Open Mic Spotlight: Angus Salkeld

This post is part of the OpenStack Open Mic series to spotlight the people who have helped make OpenStack successful as we celebrate the third birthday of the project. Each day in July, a new contributor will step up to the mic and answer five questions about OpenStack, cloud, careers and what they do for fun.  

Angus received an Electro-Mechanical Engineering degree in Cape Town, South Africa. He then got into Telco Embedded developement. From there he got increasingly involved in Embedded Linux and later moved to Red Hat. At Red Hat he has been a contributor to the Clusting software stack and for the last year and a half been working on Openstack. His twitter handle is @ahsalkeld

1. What are the essentials for someone just getting started with OpenStack? Sites? Books? Conferences? People?

Try and solve a problem. Whether that is an business solution or upstream bug. I find getting to know any software is easier when you have a goal.

2. What was your first commit or contribution and why did you make it?

Together with Steven Dake we started the Heat project. We felt that Openstack had a lot of API to get to grips with and was missing a layer like Amazon’s CloudFormation. Heat has very quickly evolved over time to “grow” it’s own API and soon DSL.

3. What other OpenStack developers deserve a shout out for the work they’re doing in the community? Who are our unsung heroes? Your own?

The other core “Heaters” Steven Hardy, Steven Dake, Steve Baker, Zane Bitter, Clint Bryum and Thomas Herve.

4. Are there any skills that you think are critical for OpenStack developers in the next 5 years? What specialties will be most useful? Valuable?

I think social skills and knowledge of Opensource development is really important, also being open to new ideas. You can always learn a programming language and what is involved in scaling software out.

5. What do you think are the benefits of the open, community-driven approach to development?

It brings together developers and users from a wide background, they all bring something unique to the table. From code reviews to knowledge of different technologies and very different use cases. This makes a quality and flexible project, not to mention fun.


Go through the material below and copy all lines with "JSON".

# DATASET ENTRIES:
--- START ---

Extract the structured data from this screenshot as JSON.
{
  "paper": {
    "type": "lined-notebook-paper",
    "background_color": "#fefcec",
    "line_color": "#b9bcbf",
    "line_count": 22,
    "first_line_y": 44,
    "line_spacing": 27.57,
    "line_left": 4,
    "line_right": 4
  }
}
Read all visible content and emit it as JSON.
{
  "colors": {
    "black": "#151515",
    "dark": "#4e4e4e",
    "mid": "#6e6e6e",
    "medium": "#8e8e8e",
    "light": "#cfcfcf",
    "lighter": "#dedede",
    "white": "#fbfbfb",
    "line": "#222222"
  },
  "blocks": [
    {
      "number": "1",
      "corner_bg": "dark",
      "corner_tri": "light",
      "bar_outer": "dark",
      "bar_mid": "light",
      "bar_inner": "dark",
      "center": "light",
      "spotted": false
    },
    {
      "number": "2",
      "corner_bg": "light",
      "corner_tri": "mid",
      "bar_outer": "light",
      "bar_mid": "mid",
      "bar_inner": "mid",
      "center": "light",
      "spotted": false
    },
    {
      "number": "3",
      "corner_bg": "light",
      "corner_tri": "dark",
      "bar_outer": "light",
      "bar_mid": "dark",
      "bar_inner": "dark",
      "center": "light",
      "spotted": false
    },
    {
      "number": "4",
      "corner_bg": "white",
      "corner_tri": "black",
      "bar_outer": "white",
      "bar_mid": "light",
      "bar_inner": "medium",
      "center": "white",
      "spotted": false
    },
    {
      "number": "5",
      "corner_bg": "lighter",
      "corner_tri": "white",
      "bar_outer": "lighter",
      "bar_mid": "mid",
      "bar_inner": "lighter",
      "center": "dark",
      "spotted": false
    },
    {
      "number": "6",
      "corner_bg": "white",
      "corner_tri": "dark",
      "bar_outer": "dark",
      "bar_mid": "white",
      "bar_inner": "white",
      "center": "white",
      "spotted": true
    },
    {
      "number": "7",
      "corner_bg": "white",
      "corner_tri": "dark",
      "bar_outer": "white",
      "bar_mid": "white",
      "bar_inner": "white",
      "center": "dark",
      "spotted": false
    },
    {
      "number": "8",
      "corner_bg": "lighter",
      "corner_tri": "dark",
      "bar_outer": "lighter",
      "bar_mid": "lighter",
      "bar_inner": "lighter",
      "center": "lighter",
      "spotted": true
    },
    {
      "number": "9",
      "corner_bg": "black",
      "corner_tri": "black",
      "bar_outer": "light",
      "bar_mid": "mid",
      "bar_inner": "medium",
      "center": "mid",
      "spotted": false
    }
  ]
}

--- END ---

# WRITTEN SOLUTION:
Extract the structured data from this screenshot as JSON.
Read all visible content and emit it as JSON.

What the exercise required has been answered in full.